Then, in literature only a section of the reading public has yet realised
the Georgians, - those poets who by their sincerity and keenly experimental
methods, have brought a new ideal and technique into contemporary English
poetry. Or again, how many readers could give a succinct account of
the Soldier Poets - the New Elizabethans as they are sometimes called
- those young men who poured out poetry as spontaneously as the birds
their songs among the guns in France and Flanders.
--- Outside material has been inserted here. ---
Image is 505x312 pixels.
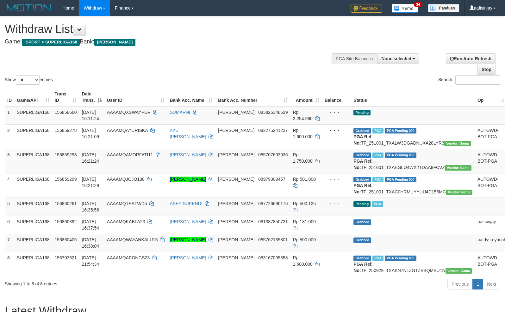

Distinguished Collaborators
But all these artistic movements are of common knowledge compared to
what will, in future history, probably be referred to as the Gloucestershire
Group - that circle linking all the other three, composed of men who
are prominent figures in each. Up to the present hardly any one has
realised the interest and significance of this group, so diverse in
its lines of work. so unanimous in its deep feeling for the Border country
between England and Wales. Yet, in course of time, it will probably
be regarded with as much admiration as the Lake Poets; perhaps even
more so, for in Cumberland there were but poets alone, in Gloucester
there are composers also. This is not a single but a double rainbow
- the arc of music formed by Sir Hubert Parry, Ralph Vaughan Williams,
Herbert Howells, and Ivor Gurney; that of poetry by John Masefield,
Lascelles Abercrombie, Wilfred W. Gibson, James Elroy Flecker, John
Drinkwater, F.W. Harvey, Ivor Gurney with John Freeman, W.H. Davies,
Edward Thomas and others closely associated.
At first sight it may seem strange that so much genius should be focused
upon one county; and in point of fact, it is not Gloucestershire's sole
prerogative, but is shared to a considerable degree by the other counties
on or adjacent to the Welsh border. Worcester can claim Sir Edward Elgar;
to Shropshire belong Walford Davies and Edward German while another
musician, who, at one remove, is of the Border, is Harold Darke, a highly
gifted young composer whose father came from Worcester. Poetical associations
also cluster thickly here, dominant among them being that little book
of poems which has the very tang and color of Western earth, which come
closer to genuine folk poetry than almost any other English verse, and
which has exercised an immense influence on contemporary poets - A.E.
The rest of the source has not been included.